In hearing that a number of common sense education reforms were turned away by the majority Democrats in the Assembly Education Committee last week I couldn’t help think of the famous line from President Dwight Eisenhower’s farewell address. Yes, quite a leap from a California assembly committee vote and Eisenhower’s call to be wary of the military-industrial complex. But, in considering the broad idea behind the president’s thought there is a connection.

Eisenhower said: “In the councils of government, we must guard against the acquisition of unwarranted influence, whether sought or unsought, by the military-industrial complex. The potential for the disastrous rise of misplaced power exists and will persist.”

Substituting the powerful education establish, led by the teachers unions, for the military-industrial complex there appears a similar concern that councils of government should guard against an unwarranted influence which leads to misplaced power. Read any news report about the influence of the state’s teachers unions over legislative action and you can see that the power is real.

In light of a judge’s decision in the Vergara decision that said poor school children were disadvantaged under the rules governing teachers, Republicans introduced bills that were designed to reveal the best teachers and protect them.

Assemblywoman Catherine Baker’s important bill to end the last-hired-first-fired regardless of teacher merit was pushed aside as was Assembly Minority Leader Kristin Olsen’s teacher rating system and Assemblyman Rocky Chavez’s extension of tenure period, I bill I discussed previously.

Nothing outrageous here. These reforms that have been discussed for years and now have a greater urgency given the court ruling. Yet the bills ended up with the same fate as similar reforms because of the unwarranted and powerful influence of the teachers unions.

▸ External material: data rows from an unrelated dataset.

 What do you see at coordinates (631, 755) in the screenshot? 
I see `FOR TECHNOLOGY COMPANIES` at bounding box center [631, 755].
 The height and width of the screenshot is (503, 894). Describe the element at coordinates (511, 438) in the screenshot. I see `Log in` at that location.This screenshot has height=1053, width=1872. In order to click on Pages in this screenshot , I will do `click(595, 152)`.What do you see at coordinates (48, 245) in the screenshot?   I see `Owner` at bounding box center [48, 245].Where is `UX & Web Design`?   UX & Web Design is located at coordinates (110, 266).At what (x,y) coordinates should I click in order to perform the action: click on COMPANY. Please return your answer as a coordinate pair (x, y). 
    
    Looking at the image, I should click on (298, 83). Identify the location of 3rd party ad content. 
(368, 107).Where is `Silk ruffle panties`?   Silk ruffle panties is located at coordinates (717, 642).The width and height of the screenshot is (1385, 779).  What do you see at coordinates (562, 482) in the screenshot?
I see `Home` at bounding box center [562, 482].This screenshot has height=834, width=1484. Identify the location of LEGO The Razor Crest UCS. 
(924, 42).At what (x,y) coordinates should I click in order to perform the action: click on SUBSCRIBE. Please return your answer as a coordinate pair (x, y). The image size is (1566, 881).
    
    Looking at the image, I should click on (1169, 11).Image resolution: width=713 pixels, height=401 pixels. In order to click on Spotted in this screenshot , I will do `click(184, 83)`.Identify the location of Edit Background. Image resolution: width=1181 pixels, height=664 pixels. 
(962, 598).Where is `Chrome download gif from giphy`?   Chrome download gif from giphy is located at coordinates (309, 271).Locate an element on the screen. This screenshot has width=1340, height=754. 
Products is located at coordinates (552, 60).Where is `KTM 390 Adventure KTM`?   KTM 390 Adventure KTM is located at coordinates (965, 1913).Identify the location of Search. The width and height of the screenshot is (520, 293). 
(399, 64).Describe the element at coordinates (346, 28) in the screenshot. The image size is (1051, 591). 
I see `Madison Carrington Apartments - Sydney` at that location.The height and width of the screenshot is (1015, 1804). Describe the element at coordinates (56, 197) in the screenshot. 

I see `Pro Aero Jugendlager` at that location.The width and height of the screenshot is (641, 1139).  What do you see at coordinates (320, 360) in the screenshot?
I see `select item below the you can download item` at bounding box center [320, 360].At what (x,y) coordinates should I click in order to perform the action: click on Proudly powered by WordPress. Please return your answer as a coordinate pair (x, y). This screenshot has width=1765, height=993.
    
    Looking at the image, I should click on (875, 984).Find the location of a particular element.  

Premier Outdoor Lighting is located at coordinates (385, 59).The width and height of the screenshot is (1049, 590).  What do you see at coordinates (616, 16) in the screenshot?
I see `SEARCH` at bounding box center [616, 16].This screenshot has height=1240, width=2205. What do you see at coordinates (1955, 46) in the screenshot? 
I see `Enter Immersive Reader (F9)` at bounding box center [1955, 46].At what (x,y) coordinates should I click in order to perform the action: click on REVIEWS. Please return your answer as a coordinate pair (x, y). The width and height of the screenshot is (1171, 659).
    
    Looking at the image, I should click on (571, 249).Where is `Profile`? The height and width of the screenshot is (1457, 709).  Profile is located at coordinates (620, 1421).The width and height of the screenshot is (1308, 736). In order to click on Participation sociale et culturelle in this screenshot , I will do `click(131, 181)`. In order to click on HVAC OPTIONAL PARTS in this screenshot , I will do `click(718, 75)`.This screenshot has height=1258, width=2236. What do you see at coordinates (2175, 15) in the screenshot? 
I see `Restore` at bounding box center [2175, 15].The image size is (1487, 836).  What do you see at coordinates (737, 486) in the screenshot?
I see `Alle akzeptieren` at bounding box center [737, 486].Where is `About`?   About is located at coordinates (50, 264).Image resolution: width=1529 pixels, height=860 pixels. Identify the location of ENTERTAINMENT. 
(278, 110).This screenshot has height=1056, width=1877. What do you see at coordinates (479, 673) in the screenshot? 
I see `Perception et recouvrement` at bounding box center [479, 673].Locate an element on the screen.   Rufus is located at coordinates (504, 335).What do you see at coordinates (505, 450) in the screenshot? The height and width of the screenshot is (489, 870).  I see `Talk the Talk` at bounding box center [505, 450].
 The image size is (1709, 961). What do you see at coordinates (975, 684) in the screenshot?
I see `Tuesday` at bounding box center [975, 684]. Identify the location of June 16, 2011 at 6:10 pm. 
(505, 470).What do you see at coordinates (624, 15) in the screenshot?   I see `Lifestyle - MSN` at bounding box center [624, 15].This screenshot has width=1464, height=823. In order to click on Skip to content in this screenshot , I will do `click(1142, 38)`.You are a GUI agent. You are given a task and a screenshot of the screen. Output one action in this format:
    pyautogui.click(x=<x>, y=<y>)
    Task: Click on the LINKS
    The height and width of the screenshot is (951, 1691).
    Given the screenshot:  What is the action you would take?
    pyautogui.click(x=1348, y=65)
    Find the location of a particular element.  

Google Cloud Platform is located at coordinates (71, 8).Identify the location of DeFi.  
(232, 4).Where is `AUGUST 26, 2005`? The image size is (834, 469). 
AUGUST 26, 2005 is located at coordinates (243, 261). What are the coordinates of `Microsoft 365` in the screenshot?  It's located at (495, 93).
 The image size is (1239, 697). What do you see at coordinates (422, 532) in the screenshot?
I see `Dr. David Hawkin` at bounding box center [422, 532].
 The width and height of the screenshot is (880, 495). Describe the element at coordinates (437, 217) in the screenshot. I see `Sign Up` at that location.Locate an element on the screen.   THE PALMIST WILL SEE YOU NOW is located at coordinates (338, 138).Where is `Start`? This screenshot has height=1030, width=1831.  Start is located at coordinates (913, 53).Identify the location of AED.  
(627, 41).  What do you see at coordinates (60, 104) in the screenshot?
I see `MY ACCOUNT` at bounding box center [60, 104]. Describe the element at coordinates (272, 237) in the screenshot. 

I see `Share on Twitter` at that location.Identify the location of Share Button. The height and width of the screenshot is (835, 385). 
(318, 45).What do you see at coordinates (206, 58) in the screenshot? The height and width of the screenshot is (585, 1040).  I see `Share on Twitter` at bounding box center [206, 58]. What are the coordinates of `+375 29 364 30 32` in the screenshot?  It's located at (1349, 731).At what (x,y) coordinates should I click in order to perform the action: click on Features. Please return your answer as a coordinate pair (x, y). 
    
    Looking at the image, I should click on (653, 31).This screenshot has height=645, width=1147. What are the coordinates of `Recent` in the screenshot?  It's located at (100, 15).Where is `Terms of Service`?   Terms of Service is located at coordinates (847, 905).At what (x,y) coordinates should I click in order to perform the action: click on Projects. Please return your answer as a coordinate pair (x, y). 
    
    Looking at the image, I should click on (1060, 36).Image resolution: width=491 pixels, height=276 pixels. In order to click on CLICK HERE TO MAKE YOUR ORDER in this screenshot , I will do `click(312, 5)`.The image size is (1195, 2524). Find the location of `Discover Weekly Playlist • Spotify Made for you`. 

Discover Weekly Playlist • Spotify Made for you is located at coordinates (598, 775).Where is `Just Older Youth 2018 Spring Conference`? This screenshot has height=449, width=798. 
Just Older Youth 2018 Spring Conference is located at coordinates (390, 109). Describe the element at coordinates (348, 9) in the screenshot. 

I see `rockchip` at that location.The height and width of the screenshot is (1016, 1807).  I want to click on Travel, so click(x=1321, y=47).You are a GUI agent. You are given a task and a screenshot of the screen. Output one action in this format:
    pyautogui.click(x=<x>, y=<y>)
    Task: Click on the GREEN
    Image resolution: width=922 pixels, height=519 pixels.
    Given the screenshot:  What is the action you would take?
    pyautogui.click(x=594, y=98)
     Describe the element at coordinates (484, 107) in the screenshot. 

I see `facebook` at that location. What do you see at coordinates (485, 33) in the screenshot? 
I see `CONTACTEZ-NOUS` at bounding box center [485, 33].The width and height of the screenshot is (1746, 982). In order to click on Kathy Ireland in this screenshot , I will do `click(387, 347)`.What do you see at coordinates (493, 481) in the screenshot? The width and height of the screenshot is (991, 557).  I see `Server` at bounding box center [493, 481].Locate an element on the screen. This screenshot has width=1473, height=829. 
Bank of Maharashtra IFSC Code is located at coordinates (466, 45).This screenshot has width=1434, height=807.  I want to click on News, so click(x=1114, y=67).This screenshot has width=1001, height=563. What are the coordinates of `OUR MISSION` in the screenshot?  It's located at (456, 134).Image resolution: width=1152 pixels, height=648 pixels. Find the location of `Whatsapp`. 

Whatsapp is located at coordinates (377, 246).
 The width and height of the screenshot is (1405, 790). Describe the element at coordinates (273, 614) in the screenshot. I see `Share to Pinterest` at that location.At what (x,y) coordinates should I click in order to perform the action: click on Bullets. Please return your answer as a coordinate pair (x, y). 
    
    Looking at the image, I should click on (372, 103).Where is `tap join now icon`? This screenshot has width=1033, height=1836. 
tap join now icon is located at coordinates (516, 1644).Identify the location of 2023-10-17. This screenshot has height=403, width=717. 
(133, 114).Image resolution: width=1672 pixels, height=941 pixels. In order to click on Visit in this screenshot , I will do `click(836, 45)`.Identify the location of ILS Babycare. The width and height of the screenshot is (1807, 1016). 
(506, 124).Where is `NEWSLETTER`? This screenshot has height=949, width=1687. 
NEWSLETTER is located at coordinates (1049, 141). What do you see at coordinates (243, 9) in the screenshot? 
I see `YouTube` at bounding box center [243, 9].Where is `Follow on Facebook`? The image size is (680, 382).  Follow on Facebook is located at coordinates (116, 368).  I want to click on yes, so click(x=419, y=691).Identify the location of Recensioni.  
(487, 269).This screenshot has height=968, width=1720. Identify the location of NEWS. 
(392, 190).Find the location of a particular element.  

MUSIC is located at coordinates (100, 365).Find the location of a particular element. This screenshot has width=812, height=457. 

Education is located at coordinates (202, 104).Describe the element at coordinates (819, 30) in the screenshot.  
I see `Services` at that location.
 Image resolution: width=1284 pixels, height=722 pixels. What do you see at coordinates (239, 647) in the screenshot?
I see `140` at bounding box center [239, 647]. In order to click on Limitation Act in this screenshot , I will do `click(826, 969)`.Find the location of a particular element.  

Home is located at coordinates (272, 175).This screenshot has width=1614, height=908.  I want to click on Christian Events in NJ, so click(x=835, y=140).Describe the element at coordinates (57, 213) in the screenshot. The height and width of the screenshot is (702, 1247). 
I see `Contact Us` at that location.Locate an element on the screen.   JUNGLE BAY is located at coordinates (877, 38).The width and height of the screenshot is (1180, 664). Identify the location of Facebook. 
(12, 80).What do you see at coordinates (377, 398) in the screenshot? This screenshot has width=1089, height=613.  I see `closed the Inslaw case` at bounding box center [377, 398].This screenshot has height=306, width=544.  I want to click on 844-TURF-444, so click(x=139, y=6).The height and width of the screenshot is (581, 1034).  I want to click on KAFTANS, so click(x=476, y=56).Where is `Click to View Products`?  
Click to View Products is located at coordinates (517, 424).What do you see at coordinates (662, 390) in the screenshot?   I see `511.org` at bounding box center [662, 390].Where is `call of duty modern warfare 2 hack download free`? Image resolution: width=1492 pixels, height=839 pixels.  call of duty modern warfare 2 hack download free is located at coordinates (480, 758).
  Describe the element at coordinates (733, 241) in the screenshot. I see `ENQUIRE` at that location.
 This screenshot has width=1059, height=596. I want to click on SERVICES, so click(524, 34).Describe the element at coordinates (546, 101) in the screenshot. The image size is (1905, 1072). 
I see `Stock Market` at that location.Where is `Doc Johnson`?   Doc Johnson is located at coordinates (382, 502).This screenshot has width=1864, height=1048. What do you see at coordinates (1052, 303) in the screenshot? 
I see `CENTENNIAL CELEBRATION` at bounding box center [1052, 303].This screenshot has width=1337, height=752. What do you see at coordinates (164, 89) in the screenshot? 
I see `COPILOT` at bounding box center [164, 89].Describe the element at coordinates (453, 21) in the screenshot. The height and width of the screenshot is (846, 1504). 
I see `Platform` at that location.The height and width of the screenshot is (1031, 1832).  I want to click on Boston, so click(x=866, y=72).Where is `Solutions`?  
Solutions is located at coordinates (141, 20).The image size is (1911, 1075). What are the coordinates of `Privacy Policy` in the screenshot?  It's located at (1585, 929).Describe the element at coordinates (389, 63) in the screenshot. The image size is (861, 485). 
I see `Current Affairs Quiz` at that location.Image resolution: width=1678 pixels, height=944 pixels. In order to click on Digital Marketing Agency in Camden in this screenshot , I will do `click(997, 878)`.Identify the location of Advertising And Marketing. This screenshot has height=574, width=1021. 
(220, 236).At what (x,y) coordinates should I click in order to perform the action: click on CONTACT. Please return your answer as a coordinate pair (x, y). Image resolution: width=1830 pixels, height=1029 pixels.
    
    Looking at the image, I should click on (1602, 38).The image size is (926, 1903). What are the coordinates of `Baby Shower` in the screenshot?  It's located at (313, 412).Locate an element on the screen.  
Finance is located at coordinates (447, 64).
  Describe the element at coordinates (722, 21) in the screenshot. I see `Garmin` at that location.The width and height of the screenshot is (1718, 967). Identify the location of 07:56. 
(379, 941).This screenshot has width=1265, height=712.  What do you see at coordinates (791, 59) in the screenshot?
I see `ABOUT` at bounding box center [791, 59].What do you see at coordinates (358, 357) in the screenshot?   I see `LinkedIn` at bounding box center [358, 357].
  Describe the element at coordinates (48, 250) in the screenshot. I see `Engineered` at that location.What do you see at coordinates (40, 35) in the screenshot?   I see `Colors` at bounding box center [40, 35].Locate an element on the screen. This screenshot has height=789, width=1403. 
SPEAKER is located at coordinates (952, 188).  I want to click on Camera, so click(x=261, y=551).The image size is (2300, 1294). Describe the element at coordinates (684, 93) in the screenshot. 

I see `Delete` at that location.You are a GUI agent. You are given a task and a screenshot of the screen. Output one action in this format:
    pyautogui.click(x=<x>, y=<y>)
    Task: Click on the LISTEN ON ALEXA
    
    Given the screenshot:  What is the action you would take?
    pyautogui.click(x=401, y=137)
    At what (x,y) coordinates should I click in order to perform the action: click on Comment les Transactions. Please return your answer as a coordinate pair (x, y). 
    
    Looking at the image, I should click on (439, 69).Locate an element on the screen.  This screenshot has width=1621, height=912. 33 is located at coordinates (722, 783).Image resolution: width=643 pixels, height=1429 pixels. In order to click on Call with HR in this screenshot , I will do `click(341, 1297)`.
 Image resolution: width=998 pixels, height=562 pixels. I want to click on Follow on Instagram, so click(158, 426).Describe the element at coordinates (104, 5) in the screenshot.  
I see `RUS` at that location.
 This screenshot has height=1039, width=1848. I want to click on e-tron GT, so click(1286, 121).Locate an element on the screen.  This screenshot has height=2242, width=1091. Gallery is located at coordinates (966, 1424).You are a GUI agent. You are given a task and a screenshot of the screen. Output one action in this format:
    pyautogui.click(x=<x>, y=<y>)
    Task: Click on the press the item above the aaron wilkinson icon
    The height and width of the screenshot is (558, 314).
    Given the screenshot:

Interestingly enough, it is many minority communities who want to see changes that suffer under the current rules. In the recent Public Policy Institute of California education poll, parents of school children overwhelmingly identified quality teachers as the most important factor in their child’s school. While 33% of white parents chose this factor as the top influence for their child’s education 47% of Latino parents made teacher quality their first choice.